Most wraps can be washed following our general washing instructions, but wool wraps need a little extra consideration to avoid felting.
Felting is a term that describes a physical change in wool, where the fibres shrink and lock together. This alters the look and feel of the cloth, and changes the wrapping properties, sometimes to the point where a wrap will no longer function as intended.
Our wool washing guide limits the factors that can cause felting, helping to prevent it. Many of our wool wefts are blended with cotton to help stabilise the yarn, and the wool is always woven onto an organic combed cotton warp.
Before You Wash Your Wrap
It is worth knowing that the wool yarn in your loomstate wrap has been treated with naturally occurring processing oils, to protect the weft during weaving. These coat the wool fibres, keeping them smoothed down and reducing friction to allow them to be tightly woven in.
After weaving, these oils have served their purpose and need to be washed out. They are also the most common cause of the itchy feel or slight sensitivity that some people experience with wool. The merino fibres are naturally hypoallergenic, whereas lanolin oil can be an irritant.
It can require several washes to take a wrap out of loomstate and get the wool weft feeling how it is supposed to. The change between loomstate and the wool’s natural state can seem quite dramatic, especially as the fibres start to fluff up. It is easy to be misled by this, and worry that this state change is felting, when it is actually quite normal! Once washed fully, your wool weft should be thicker, soft and fluffy. The threads should be raised and seem larger than they were, with visible wool fibres sticking out of the once tightly plied yarn to create a slight haze of fibres on the surface of the cloth. The threads might be touching each other and less clearly defined. The width of the cloth will also become uniformly narrower than it was. None of this is ‘felting’.
How to Wash Your Wool Wrap
- Use a wool specific or hand wash cycle on your washing machine. Rapid temperature increases and agitation (rubbing) of the cloth when wet can cause the scales of the fibre to expand and interlock. A wool cycle on your washing machine will be designed to limit these factors. Some wool cycles will have a relatively high spin cycle, but they will be programmed to increase speed in a safe way.
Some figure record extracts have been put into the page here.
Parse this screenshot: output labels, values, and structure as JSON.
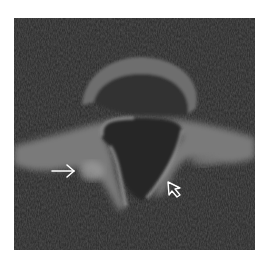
{
  "image": {
    "type": "axial CT slice",
    "subject": "vertebra",
    "background_color": "#ffffff",
    "scan_background": "#2a2a2a",
    "bone_color": "#9a9a9a"
  },
  "annotations": [
    {
      "kind": "arrow",
      "name": "white-arrow",
      "direction": "right",
      "color": "#ffffff"
    },
    {
      "kind": "arrowhead",
      "name": "open-arrowhead",
      "direction": "up-left",
      "color": "#ffffff"
    }
  ]
}
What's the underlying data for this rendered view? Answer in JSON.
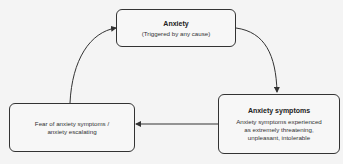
{
  "nodes": {
    "anxiety": {
      "title": "Anxiety",
      "text": "(Triggered by any cause)"
    },
    "symptoms": {
      "title": "Anxiety symptoms",
      "text_lines": [
        "Anxiety symptoms experienced",
        "as extremely threatening,",
        "unpleasant, intolerable"
      ]
    },
    "fear": {
      "text_lines": [
        "Fear of anxiety symptoms /",
        "anxiety escalating"
      ]
    }
  },
  "edges": [
    {
      "from": "anxiety",
      "to": "symptoms"
    },
    {
      "from": "symptoms",
      "to": "fear"
    },
    {
      "from": "fear",
      "to": "anxiety"
    }
  ],
  "colors": {
    "stroke": "#333333",
    "background": "#f4f4f4"
  }
}
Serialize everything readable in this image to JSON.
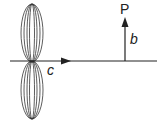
{
  "diagram": {
    "labels": {
      "point": "P",
      "vertical_segment": "b",
      "horizontal_axis": "c"
    },
    "colors": {
      "stroke": "#222222",
      "background": "#ffffff"
    },
    "elements": {
      "axis": {
        "x1": 10,
        "x2": 157,
        "y": 61
      },
      "axis_arrow": {
        "tip_x": 70,
        "y": 61
      },
      "lobe_center": {
        "x": 32,
        "y": 61
      },
      "lobe_half_height": 57,
      "lobe_widths": [
        12,
        9,
        6,
        3
      ],
      "vertical_arrow": {
        "x": 125,
        "y_bottom": 61,
        "y_tip": 18
      }
    }
  }
}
- Put your wrap in it’s delicates laundry bag during washing in a regular load of washing.
- Use a wool specific detergent. Wool is naturally more stable in acidic or neutral conditions, and some regular detergents can be too alkaline.
- Don’t wash your wrap with other non-wool items.
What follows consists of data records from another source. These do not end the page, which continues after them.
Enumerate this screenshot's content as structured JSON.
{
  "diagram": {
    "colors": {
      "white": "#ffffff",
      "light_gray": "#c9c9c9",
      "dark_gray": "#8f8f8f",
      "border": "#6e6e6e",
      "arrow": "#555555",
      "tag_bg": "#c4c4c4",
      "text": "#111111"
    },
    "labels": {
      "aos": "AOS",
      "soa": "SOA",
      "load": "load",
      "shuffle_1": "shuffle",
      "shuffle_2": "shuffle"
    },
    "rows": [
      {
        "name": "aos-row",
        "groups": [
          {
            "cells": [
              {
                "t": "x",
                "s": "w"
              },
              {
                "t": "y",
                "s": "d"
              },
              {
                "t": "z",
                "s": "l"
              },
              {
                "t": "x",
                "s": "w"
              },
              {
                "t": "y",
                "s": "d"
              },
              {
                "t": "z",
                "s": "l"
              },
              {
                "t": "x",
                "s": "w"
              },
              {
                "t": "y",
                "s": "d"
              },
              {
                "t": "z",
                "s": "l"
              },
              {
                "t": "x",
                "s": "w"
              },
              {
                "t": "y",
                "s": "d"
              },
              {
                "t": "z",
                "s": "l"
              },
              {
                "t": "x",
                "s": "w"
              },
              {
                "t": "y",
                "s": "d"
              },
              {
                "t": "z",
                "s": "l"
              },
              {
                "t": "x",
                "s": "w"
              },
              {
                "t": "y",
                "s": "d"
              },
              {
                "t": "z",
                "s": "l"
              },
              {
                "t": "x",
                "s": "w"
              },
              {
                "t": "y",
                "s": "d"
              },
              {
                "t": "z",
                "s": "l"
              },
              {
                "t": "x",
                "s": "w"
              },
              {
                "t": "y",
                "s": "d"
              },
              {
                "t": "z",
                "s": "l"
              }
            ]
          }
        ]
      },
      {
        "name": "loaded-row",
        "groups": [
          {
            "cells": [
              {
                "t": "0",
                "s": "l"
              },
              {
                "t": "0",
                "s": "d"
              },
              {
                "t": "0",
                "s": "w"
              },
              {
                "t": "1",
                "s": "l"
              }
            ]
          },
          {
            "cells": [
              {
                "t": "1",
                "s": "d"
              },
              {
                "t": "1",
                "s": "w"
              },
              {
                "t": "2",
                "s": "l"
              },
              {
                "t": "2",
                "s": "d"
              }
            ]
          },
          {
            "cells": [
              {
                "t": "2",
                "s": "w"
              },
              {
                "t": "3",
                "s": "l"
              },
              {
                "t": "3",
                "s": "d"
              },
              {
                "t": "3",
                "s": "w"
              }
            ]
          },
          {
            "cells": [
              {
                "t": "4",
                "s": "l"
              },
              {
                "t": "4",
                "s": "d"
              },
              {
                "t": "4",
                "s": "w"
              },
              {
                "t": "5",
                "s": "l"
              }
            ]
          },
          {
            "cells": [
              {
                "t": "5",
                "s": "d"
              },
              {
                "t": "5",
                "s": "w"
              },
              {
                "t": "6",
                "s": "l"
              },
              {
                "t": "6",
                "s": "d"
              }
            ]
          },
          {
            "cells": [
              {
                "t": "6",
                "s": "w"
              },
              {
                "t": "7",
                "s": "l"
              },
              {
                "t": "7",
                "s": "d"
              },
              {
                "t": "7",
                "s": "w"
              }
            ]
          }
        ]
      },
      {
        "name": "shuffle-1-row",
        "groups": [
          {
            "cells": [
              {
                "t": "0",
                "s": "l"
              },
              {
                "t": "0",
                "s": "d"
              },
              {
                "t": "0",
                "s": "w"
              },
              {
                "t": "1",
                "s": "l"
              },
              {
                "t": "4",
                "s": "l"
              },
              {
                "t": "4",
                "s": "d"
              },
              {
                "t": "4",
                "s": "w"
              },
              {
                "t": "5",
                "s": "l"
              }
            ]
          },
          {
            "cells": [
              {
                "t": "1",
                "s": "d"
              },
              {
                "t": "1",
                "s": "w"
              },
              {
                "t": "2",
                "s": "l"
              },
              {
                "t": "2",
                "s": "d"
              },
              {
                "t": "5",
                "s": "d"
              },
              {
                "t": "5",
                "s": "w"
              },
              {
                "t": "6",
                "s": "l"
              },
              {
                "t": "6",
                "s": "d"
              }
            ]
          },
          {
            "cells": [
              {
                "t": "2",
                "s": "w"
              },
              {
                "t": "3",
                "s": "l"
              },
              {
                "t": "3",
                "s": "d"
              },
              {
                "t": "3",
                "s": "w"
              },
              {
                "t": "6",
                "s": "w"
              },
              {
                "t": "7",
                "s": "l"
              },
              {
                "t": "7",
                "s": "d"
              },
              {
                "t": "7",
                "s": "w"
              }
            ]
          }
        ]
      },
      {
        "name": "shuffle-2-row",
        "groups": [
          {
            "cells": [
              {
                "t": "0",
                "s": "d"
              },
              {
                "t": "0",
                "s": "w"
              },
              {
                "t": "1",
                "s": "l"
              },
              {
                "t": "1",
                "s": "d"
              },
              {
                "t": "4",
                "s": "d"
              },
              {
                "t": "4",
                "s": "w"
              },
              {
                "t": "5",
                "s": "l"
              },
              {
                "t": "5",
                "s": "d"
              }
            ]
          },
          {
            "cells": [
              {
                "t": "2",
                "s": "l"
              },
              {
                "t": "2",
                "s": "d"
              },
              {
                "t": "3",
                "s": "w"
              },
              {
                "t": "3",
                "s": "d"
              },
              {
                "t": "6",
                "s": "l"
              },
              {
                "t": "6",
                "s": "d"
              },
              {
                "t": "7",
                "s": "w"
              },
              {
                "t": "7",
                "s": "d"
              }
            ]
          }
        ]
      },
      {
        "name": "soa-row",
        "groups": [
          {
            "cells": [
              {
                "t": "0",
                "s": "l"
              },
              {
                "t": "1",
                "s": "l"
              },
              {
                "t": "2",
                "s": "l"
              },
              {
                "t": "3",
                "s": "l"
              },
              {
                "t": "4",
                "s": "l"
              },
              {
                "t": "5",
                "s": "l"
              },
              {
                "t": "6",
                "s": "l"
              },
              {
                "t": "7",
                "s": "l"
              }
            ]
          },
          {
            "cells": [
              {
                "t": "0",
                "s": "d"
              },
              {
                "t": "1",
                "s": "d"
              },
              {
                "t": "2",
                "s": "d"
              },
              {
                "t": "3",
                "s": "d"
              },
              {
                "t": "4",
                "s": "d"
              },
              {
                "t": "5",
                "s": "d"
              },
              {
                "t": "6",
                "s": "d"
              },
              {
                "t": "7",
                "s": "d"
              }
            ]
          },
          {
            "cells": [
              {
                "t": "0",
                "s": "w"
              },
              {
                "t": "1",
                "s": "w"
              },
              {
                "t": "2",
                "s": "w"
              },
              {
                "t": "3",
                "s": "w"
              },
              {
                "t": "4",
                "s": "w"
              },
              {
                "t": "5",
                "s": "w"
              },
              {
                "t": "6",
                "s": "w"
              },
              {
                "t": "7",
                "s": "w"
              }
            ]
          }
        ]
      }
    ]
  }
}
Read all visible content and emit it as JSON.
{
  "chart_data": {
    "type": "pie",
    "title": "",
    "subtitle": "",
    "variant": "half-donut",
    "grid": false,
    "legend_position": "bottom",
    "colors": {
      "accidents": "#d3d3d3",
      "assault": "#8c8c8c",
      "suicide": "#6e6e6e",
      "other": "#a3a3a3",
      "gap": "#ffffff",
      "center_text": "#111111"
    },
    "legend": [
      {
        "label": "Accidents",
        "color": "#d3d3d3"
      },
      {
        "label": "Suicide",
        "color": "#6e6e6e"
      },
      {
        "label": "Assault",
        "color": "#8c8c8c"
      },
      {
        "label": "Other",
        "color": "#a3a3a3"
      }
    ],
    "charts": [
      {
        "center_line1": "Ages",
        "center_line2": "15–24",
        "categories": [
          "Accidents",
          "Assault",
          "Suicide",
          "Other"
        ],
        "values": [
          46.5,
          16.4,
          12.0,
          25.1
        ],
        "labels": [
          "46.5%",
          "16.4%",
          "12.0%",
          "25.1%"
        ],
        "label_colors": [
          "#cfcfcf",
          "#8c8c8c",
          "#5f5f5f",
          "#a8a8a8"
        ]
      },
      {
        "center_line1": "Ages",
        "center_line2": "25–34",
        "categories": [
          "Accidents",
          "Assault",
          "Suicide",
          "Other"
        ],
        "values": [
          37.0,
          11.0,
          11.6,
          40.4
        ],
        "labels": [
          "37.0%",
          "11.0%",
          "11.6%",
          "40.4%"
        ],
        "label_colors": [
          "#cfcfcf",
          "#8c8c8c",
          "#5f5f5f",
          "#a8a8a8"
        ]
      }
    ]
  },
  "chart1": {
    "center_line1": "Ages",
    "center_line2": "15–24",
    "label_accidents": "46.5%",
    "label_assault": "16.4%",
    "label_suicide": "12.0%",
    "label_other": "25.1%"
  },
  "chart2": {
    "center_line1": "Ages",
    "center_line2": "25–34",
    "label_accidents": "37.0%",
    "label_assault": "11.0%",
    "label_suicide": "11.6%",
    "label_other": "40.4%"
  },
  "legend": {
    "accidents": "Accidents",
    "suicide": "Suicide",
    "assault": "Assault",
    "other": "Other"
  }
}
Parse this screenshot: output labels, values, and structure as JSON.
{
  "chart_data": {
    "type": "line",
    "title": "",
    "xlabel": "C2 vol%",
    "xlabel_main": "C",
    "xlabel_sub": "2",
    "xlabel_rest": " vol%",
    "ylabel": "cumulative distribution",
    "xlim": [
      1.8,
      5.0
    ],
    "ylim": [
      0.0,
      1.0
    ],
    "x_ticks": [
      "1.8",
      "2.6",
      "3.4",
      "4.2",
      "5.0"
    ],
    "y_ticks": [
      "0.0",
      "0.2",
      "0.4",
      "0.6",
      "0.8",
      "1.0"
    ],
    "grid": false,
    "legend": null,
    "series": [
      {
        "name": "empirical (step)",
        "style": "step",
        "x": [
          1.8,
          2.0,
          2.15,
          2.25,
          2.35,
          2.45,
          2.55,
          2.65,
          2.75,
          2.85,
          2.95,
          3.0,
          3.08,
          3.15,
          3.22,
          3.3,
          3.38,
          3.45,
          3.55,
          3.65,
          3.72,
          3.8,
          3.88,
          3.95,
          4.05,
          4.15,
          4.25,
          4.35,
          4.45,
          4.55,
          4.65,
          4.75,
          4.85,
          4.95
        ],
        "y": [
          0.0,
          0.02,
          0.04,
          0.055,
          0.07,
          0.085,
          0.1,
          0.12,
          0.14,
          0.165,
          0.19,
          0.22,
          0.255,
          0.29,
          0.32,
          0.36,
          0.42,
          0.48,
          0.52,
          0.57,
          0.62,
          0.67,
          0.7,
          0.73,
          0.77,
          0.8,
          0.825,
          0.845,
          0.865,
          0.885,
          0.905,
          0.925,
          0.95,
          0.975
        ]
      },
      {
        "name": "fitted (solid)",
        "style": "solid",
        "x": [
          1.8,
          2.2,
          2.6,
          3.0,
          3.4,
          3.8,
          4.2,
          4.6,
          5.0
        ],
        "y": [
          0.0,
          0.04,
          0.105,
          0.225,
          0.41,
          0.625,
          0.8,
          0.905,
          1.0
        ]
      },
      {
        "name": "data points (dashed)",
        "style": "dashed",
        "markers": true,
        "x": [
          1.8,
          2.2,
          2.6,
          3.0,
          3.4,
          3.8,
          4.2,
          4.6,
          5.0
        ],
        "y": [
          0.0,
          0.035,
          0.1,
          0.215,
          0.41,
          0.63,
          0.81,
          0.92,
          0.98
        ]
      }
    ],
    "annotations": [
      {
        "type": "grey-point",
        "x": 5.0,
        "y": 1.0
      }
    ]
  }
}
- Dry away from direct heat. This means not to tumble dry or hang over a radiator. You are fine to hang your wrap on the washing line, using far more pegs than you usually would. You can also tent your wrap over a drying maiden or some dining chairs. It doesn’t need to be spread out completely flat or re-shaped the way a wool sweater would, just evenly supported.
- Iron on a cool setting.
Some people choose to handwash their wool wraps, and that is fine to do, especially if your washing machine doesn’t have a wool specific cycle. It is important to remember that you can still felt a wrap by handwashing if you create the right conditions for felting, so it is only an option that we recommend if your washing machine doesn’t have a suitable cycle programmed in.
The infographic below shows how to handwash using a no-rinse wool wash (not every wool wash will fit this bill so check your bottle), but our recommended instructions are to wash in a washing machine where possible rather than to handwash.
The only examples that we have seen of our wool wraps felting have been in instances where the wraps have been accidentally, incorrectly washed and once due to a faulty washing machine. A couple of those incidences have been due to users being so anxious and mistrustful of our washing instructions that they have made adaptations to the process in an attempt to make it feel ‘safer’, but those extra steps have actually done more harm than good!
Here is a guest blog from one of our North American customers, about her experiences washing our 25% merino wool wraps in a typical US washing machine to show that it can be done safely!
What is Felting?
Felting is a state change that occurs in wool, where the scales that make up the wool fibres lock together. Completely felted wool has different properties to non-felted wool, and even though out cloth has a cotton warp (so cannot fully felt,) that can make a felted wrap impossible to use.
Felted wraps become dense and solid, losing definition so that it is hard to distinguish one wool thread from another. They shrink up, losing width unevenly to create puckered, wobbly looking rails. The cloth loses its ability to stretch, creaking slightly as you apply tension.
The key point to consider is whether you feel that your wrap still functions safely, effectively and comfortably. It is perfectly normal for wool to become softly fluffy and appear more ‘woolly’ after washing. This is not to be confused with felting.
If your wrap still has enough diagonal stretch, width and flexibility to use safely and comfortably, then it is fine to use. Our general advice is if you aren’t sure whether a wrap has felted, then it probably hasn’t, because when a wrap has become unusably felted you know straight away!
Following our washing instructions will prevent your wrap from felting. Felting doesn’t happen randomly, it is caused by a particular set of circumstances and when you understand what those are then avoiding it becomes much simpler. Moisture, agitation, increased alkalinity and quick changes in temperature/high temperature open up the scales of the fibres and encourages them to lock together. Felting is more likely to occur when several of these conditions are met. So washing at high temperatures or a quick change of water temperature will encourage felting. The friction of the wrap rubbing against something will be more likely to encourage felting if the wrap is wet. There is evidence to suggest that spinning at high speeds doesn’t cause felting in itself because at high speed the cloth is pinned to the sides of the drum and not being rubbed against itself.The damage is likely to be due to the agitation created during the process of building up speed when the cloth is moving considerably.
Felted threads Unfelted threads felted wool fibres have separated from the cotton and pilled on the surface Felted wool fibres have collected on the surface of the white warp. Non-felted wraps can look very fluffy, but this is perfectly normal!